A Little Night Music

London at 4am is a lot different than London at 4pm. The changes can be subtle, like a shadow sneaking across the ground when the sun is behind a cloud, but they make a world of difference. In this case, the place is Leicester Square. During the day it is booming with tourists and theatre-goers cramming in lines to buy tacky souvenirs and get discount theatre tickets. At night the young of the town gather together: Music blares from venues on every corner and men in sharp suits stand in the street and try to coerce passer-bys to enter their club and buy their bar's drinks.
If you're not careful you could roped into a line longer than the square and an obscene cover charge before you have a chance to get your bearings.
So you find a joint that suits your mood (in our case a little rave called Walkabout with a colorfully lit dance floor, a pretty good DJ and 1.50-pound drinks for students on Wednesdays), you go to the bar and get a drink (maybe a few rounds of shots with your friends), find a spot on the dance floor and groove the morning away until your feet are sore and the place is closing for the night. You wander happily into the street, sometimes with some new friends and sometimes not, and it's then that you start to see the changes.
Everything is quiet. Light traffic makes its way down the streets, taking care to not hit a stumbling drunk, and groups of people chatter quietly. The square itself is now eerily empty. A girl is violently drunk and takes a swing at two police officers. One grabs her in a headlock and pins her to the ground, while the second (after telling her friend, quite forcefully, to step back) pins down her legs to keep her from kicking. There is a shout and a rhythmic clack of shoes against the pavement as drunk spectaters circle around to watch the event unfold, no doubt not quite ready to retire for the night and looking for one last adventure.

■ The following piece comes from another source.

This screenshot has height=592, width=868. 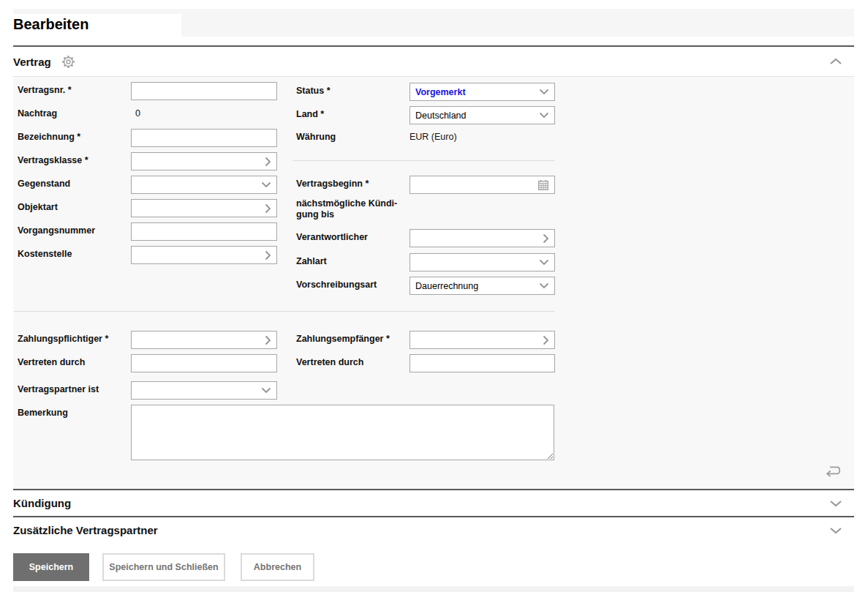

The only people out right now are young adults, like ourselves; police officers; taxi and bus drivers; a lone hot dog street vendor here and there; and bikers trying to earn a wage carrying people to and fro in the carriages they tow. We make our way to Picadilly Circus where the giant TV adverts (reminescent of Times Square in Manhattan) are still blazing forth their silent beacons, impervious to the passing of day to night. The bronze horses prance forth from the gentle rumbling of the fountain they make and a sound cuts through the silence. It is smooth and golden, flowing through the night like silk on the wind, the tone warm like the center of a new loaf of bread. It is a solo saxophonist, playing his blues into the night, maybe hoping for a pound or two from a passing stranger.
This is the song we're left with as we hop onto the night bus and home to our beds.